Hardware store sells for undisclosed amount

As first reported in C-VILLE on October 31, Mall stalwart The Hardware Store will soon wrap up its three-decade run and put away its toolboxes, condiments and all, for good. Owners Stan and Marilyn Epstein have sold the four-storey building, which houses not only their restaurant but a number of smaller businesses like Race Jewelers and Art Upstairs. They plan to do their last day of business on December 30.

At 20,157 square feet, the building is sizable, stretching all the way from the Mall to Water Street. Its likely selling price is even bigger. Though neither the Epsteins nor buyer Octagon Partners have yet revealed a figure, the building is assessed at $1,337,300 (which represents just over 16 percent of the total assessment value of its block). To give one example of how sale prices commonly outpace assessment: Another major purchase by Octagon, the Gleason property on Garrett Street, sold in 2005 for $3.45 million after being assessed at only $1.68 million.

The Hardware Store, as Stan Epstein recalled in an interview last summer, was the first restaurant on the Mall, opening in 1976 when “you could have shot a cannon down the Mall and not hit anyone.” It took its name from the other landmark business that had occupied the site since 1895. “During the first several years,” Epstein remembered, the store drew “octogenarians saying, ‘My mother brought me in here.’”

Though there’s no word yet on Octagon’s plans for the site, it is zoned for up to nine storeys. City Council and other planners have expressed concern about the prospect of too much towering development on the Mall, so a nine-storey proposal would certainly face plenty of red tape. Still, if Downtown trends are any indication, the folksy feel of both the Hardware Store and its hardware-store predecessor probably won’t be in evidence regardless of what happens to the site.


Instructions for the task:
Would you transcribe only the lines below, from the one containing "Identify the location of a: Terms" through the end of the material, exactly and with no pictures?
==== Material for the task ====
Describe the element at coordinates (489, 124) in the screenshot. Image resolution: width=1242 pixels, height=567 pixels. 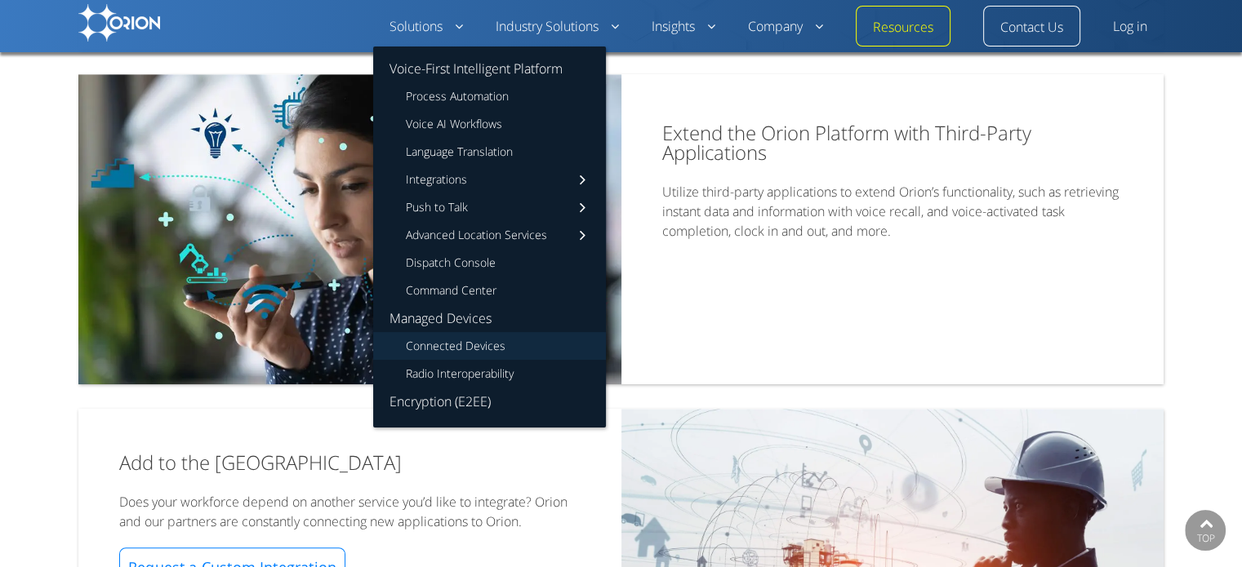
I see `a: Voice AI Workflows` at that location.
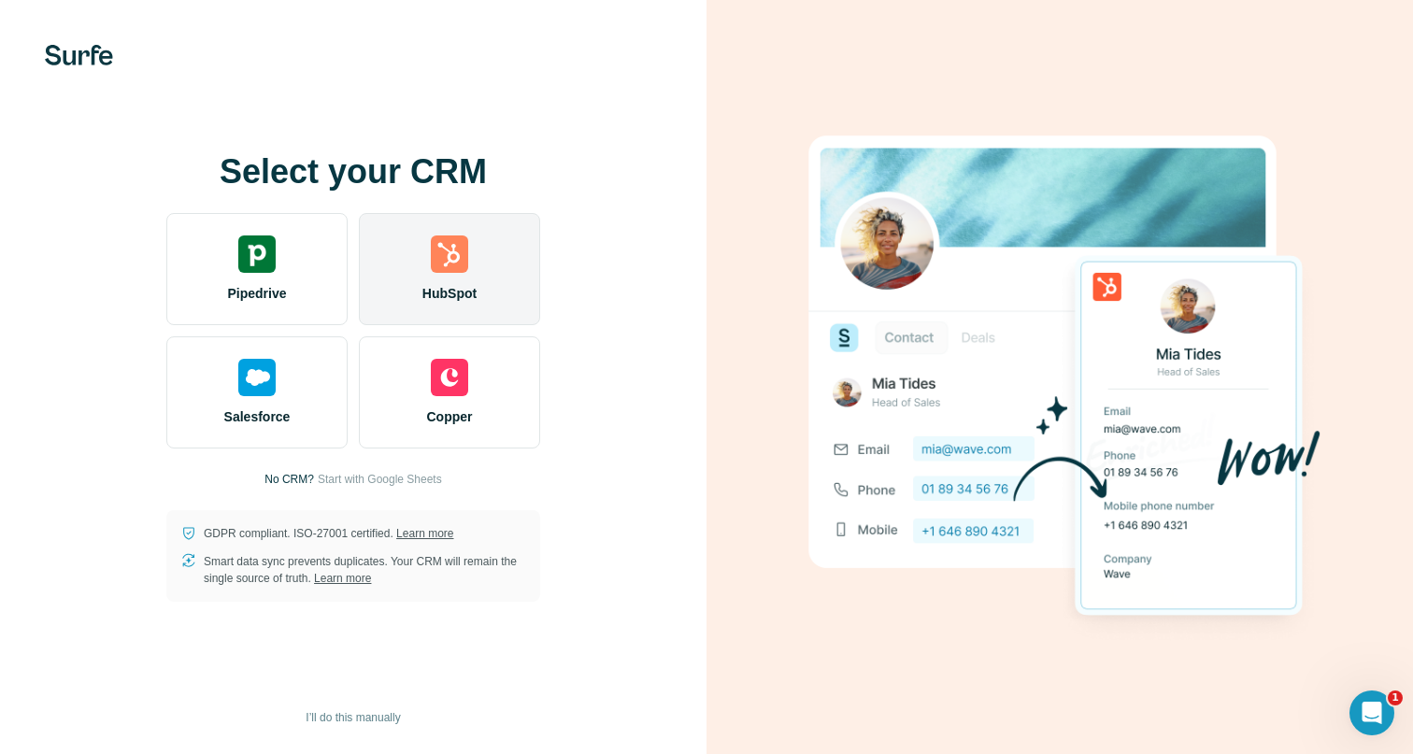  I want to click on span: HubSpot, so click(450, 293).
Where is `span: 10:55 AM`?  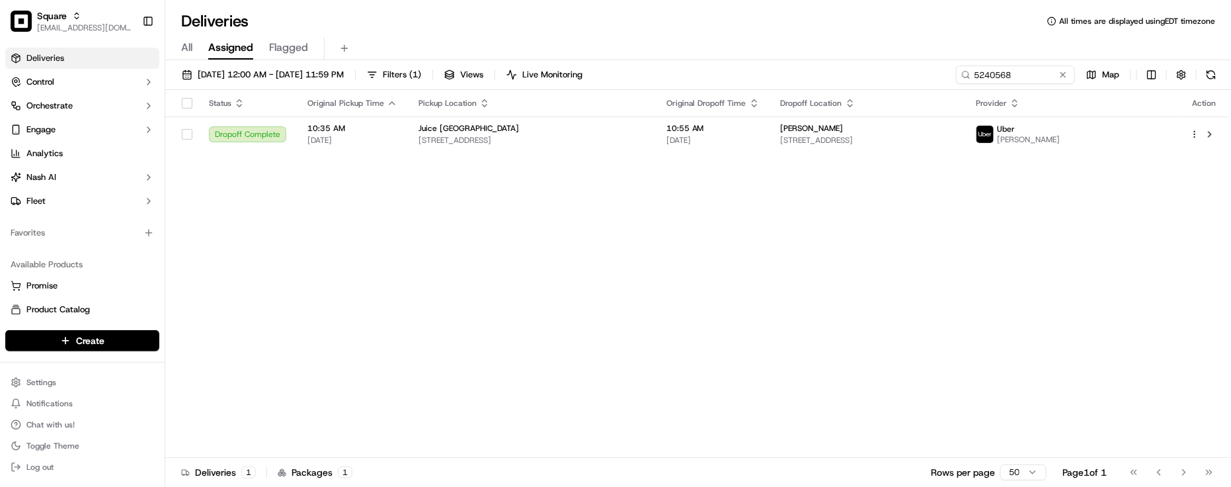 span: 10:55 AM is located at coordinates (713, 128).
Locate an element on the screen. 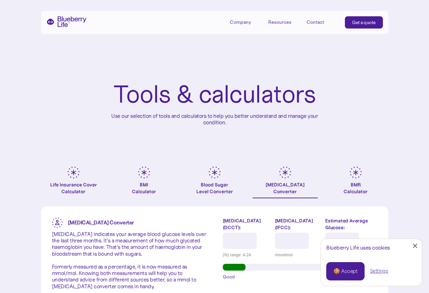  a: Contact is located at coordinates (322, 22).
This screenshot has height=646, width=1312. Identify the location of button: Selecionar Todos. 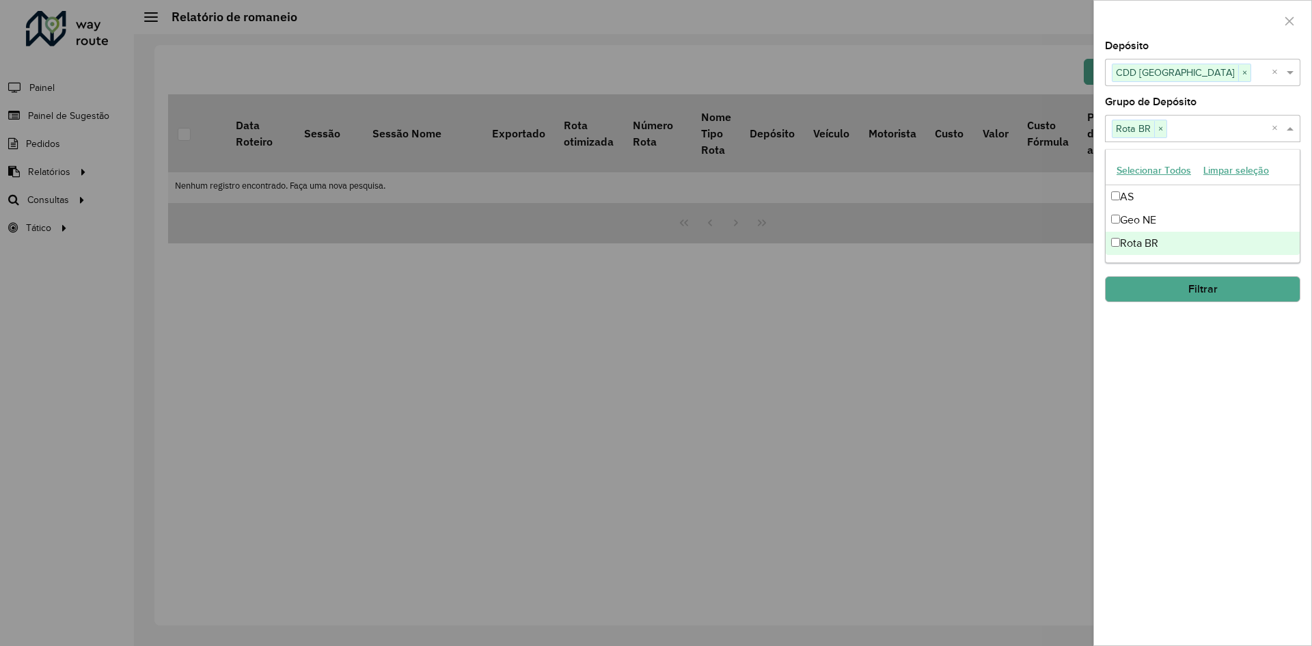
(1153, 170).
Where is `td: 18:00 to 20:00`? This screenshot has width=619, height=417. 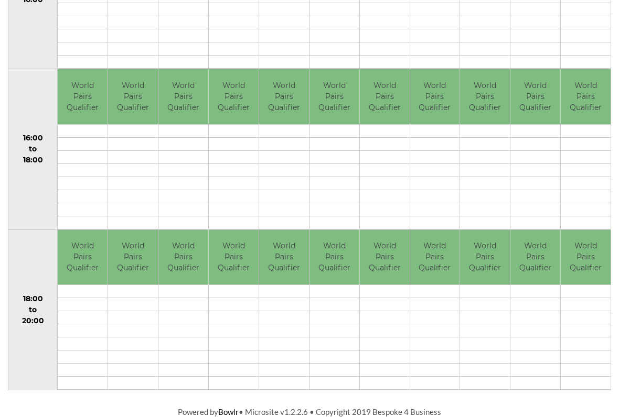 td: 18:00 to 20:00 is located at coordinates (33, 310).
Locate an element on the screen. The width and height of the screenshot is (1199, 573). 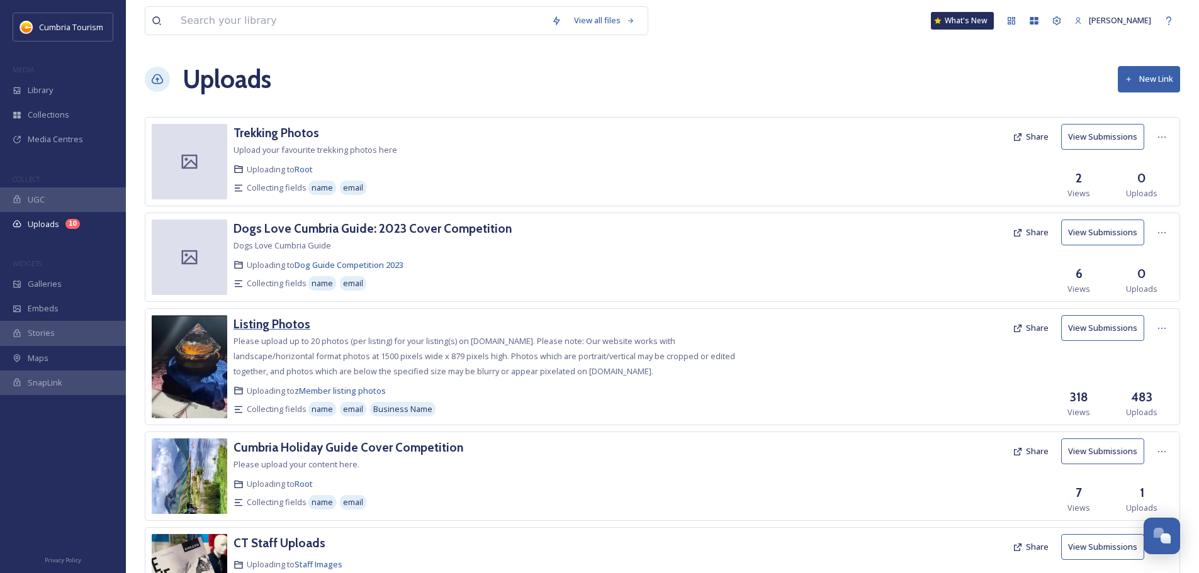
h3: Trekking Photos is located at coordinates (276, 133).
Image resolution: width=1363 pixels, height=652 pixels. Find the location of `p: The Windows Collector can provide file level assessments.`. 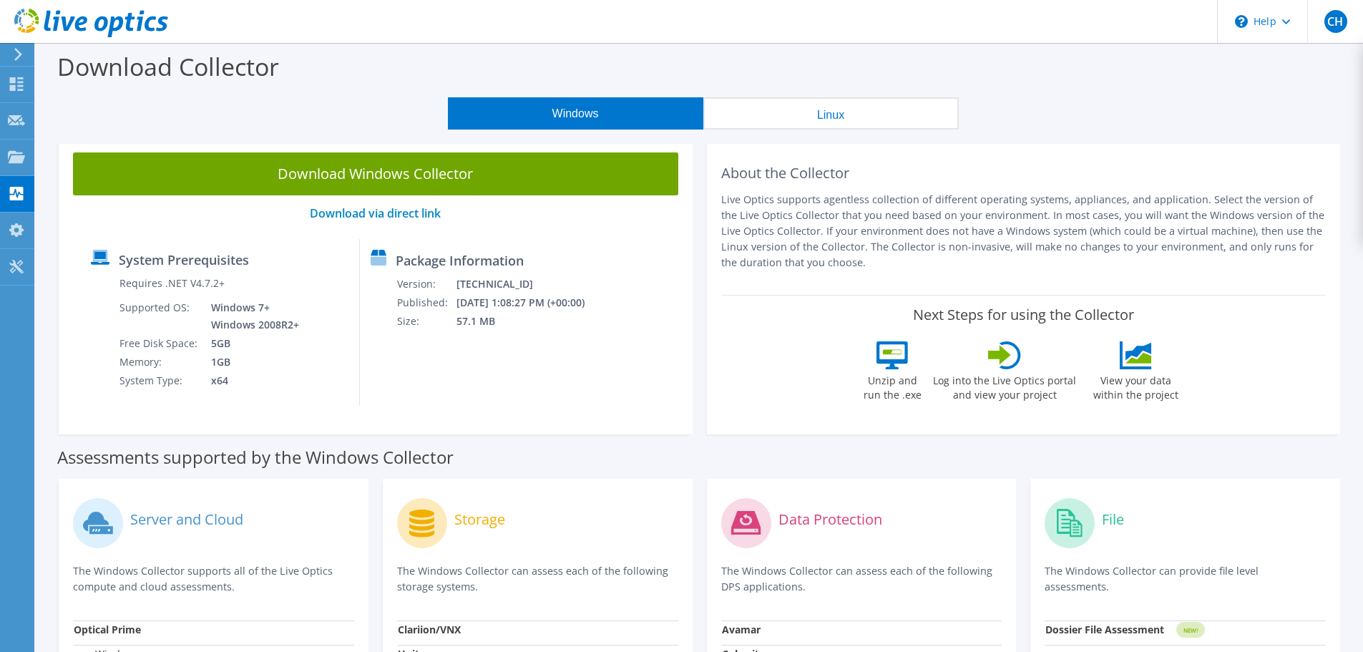

p: The Windows Collector can provide file level assessments. is located at coordinates (1185, 579).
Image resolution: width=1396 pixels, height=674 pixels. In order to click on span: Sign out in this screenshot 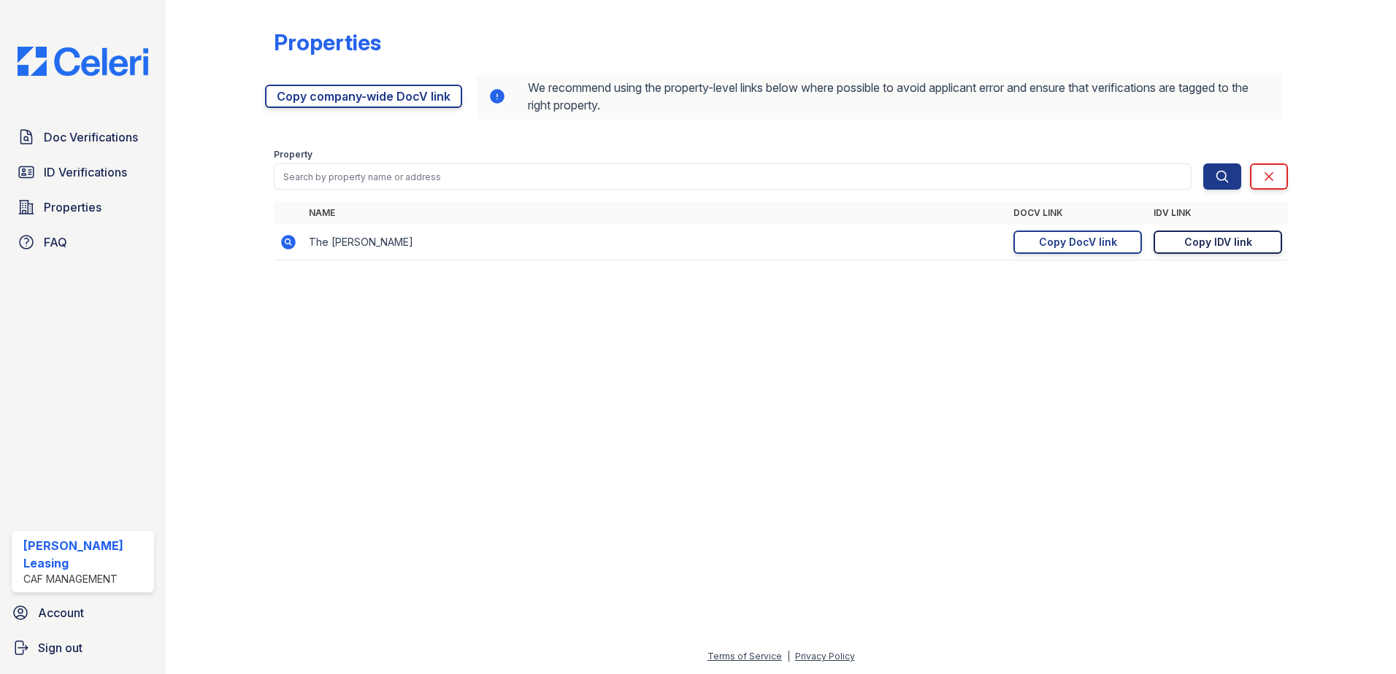, I will do `click(60, 648)`.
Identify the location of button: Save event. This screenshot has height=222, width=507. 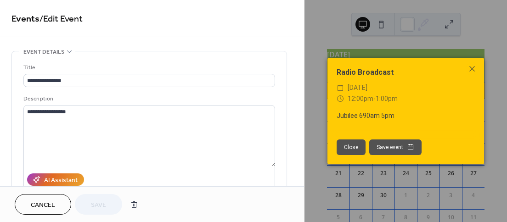
(395, 147).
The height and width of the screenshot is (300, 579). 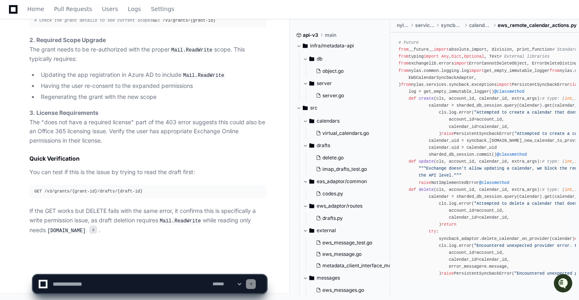 What do you see at coordinates (65, 72) in the screenshot?
I see `div: We're available if you need us!` at bounding box center [65, 72].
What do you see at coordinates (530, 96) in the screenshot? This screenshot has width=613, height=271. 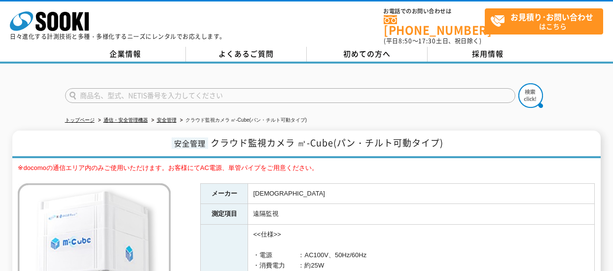 I see `img: btn_search.png` at bounding box center [530, 96].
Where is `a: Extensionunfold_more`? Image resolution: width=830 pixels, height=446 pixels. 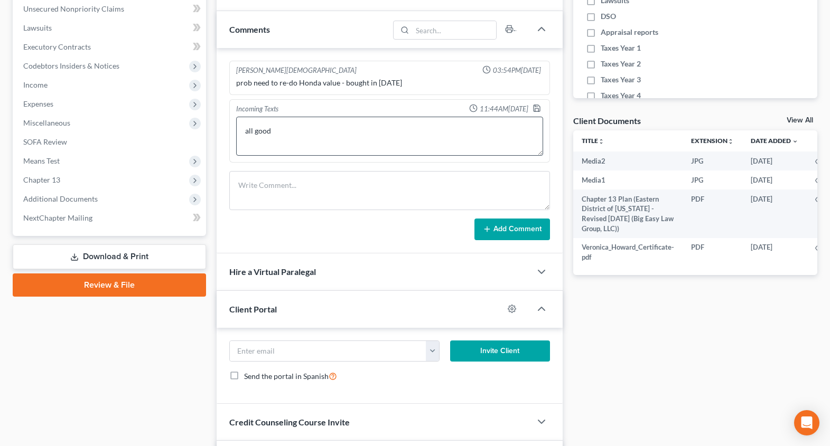 a: Extensionunfold_more is located at coordinates (712, 140).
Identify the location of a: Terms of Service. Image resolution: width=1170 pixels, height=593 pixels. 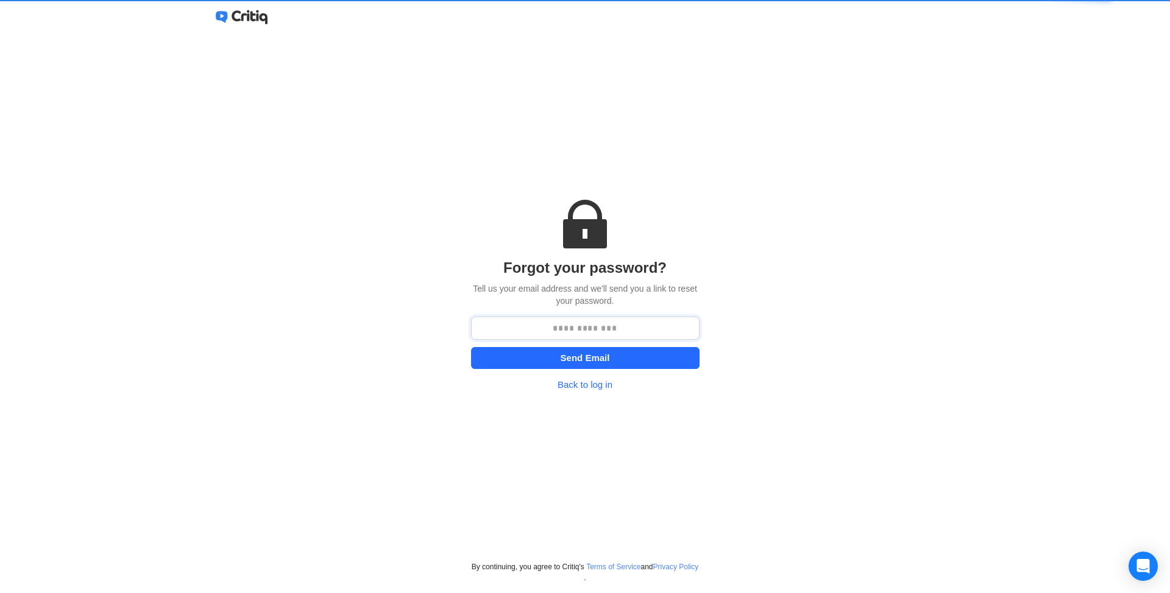
(613, 567).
====
Answer for the task:
Identify the location of a: Terms of Service. Image resolution: width=1170 pixels, height=593 pixels. 
(613, 567).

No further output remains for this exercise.